The analysis is reasonable overall, but trying to distinguish between "good" and "bad" NIMBYs is a pretty serious flaw. You have to put halfway houses and power plants somewhere. Those NIMBYs are still stealing from other people, they're just stealing from the residents of some other place whose residents have less free time or political capital to prevent something that lowers property values from being constructed in their neighborhood. Or they're again stealing from society at large if they prevent such things from being built at all. In either case they create a societal cost by adding the cost of the fight to the cost of building necessary things.
The OP and your post have the word 'stealing' in. It's an incorrect use of the word.
It's not hard to find respectactable nimby cases. What if someone wanted to pub a pub at the end of your street? You are not a drinker, and you object to the prospect of people stumbling down your street shouting at strange hours, leaving mess on your property and more chance of intoxicated drivers.
Neighborhood pubs/bars of the sort that are attended primarily by people in the neighborhood are actually beneficial to neighborhood security and quality of life.
Anything that gets the people who actually live there out on the street, particularly in the nighttime hours, increases security.
Our modern, sterile "city planning" where everything is separated and zoned off into their own areas is a huge factor in the decline of our quality of life.
For an extensive treatment of this thesis, see the work of Jane Jacobs.
>The OP and your post have the word 'stealing' in. It's an incorrect use of the word.
I'm not interested in the "is copyright infringement theft" debate. Words mean what people understand them to mean. "Stealing" encodes a moral condemnation of the activity, which can be objectionable when it is used to frame the debate. But it's also a lot easier to say than "acquiring a relative net benefit" or the like. Moreover, I'm just using the author's terms. All I mean to say is that constructing traffic obstructions and obstructing the construction of power plants are either both stealing or neither are, and in any event they're both socially expensive.
>It's not hard to find respectactable nimby cases. What if someone wanted to pub a pub at the end of your street? You are not a drinker, and you object to the prospect of people stumbling down your street shouting at strange hours, leaving mess on your property and more chance of intoxicated drivers.
It's still the same thing. You're either arguing that we shouldn't have pubs at all or you're arguing that we shouldn't have them in your neighborhood. If you're arguing the second, you're still a "bad NIMBY" because the pub then has to go in someone else's neighborhood and you're just foisting the cost of the drunkards onto those people.
And if you're arguing the first, we tried that already (see: prohibition) and it was a disaster. In the general case, there will be some things that are always net undesirable, but the people qualified to make that determination are scientists and statisticians, not the self-interested local residents in whatever place they propose to construct a potentially beneficial thing with known local negative externalities.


TASK: Return the listing verbatim, images left out.

WORKING DATA:
-- Opening Marker --
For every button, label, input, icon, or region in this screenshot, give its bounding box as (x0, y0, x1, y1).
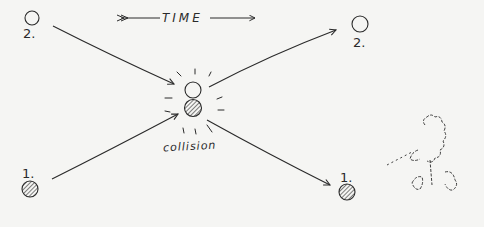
particle-1-after (339, 184, 355, 200)
particle-2-after (352, 16, 368, 32)
collision-label: collision (163, 140, 217, 154)
time-label: TIME (162, 12, 203, 24)
label-particle-1-before: 1. (22, 167, 34, 180)
tree-sketch (387, 115, 457, 190)
diagram-canvas: 2. 1. 2. 1. TIME collision (0, 0, 484, 227)
label-particle-1-after: 1. (340, 171, 352, 184)
label-particle-2-after: 2. (353, 36, 365, 49)
particle-2-before (25, 11, 39, 25)
label-particle-2-before: 2. (23, 27, 35, 40)
collision-diagram-drawing (0, 0, 484, 227)
particle-1-before (22, 181, 38, 197)
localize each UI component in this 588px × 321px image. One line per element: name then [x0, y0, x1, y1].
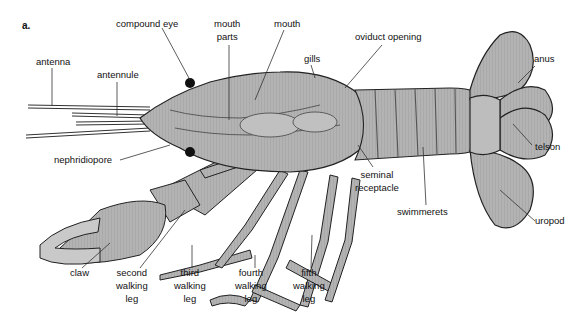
-- Closing Marker --
YOUR SOLUTION:
For every button, label, input, icon, or region in this screenshot, give its bounding box as (x0, y0, x1, y1).
particle-1-after (339, 184, 355, 200)
particle-2-after (352, 16, 368, 32)
collision-label: collision (163, 140, 217, 154)
time-label: TIME (162, 12, 203, 24)
label-particle-1-before: 1. (22, 167, 34, 180)
tree-sketch (387, 115, 457, 190)
diagram-canvas: 2. 1. 2. 1. TIME collision (0, 0, 484, 227)
label-particle-1-after: 1. (340, 171, 352, 184)
label-particle-2-after: 2. (353, 36, 365, 49)
particle-2-before (25, 11, 39, 25)
label-particle-2-before: 2. (23, 27, 35, 40)
collision-diagram-drawing (0, 0, 484, 227)
particle-1-before (22, 181, 38, 197)
localize each UI component in this 588px × 321px image. One line per element: name then [x0, y0, x1, y1].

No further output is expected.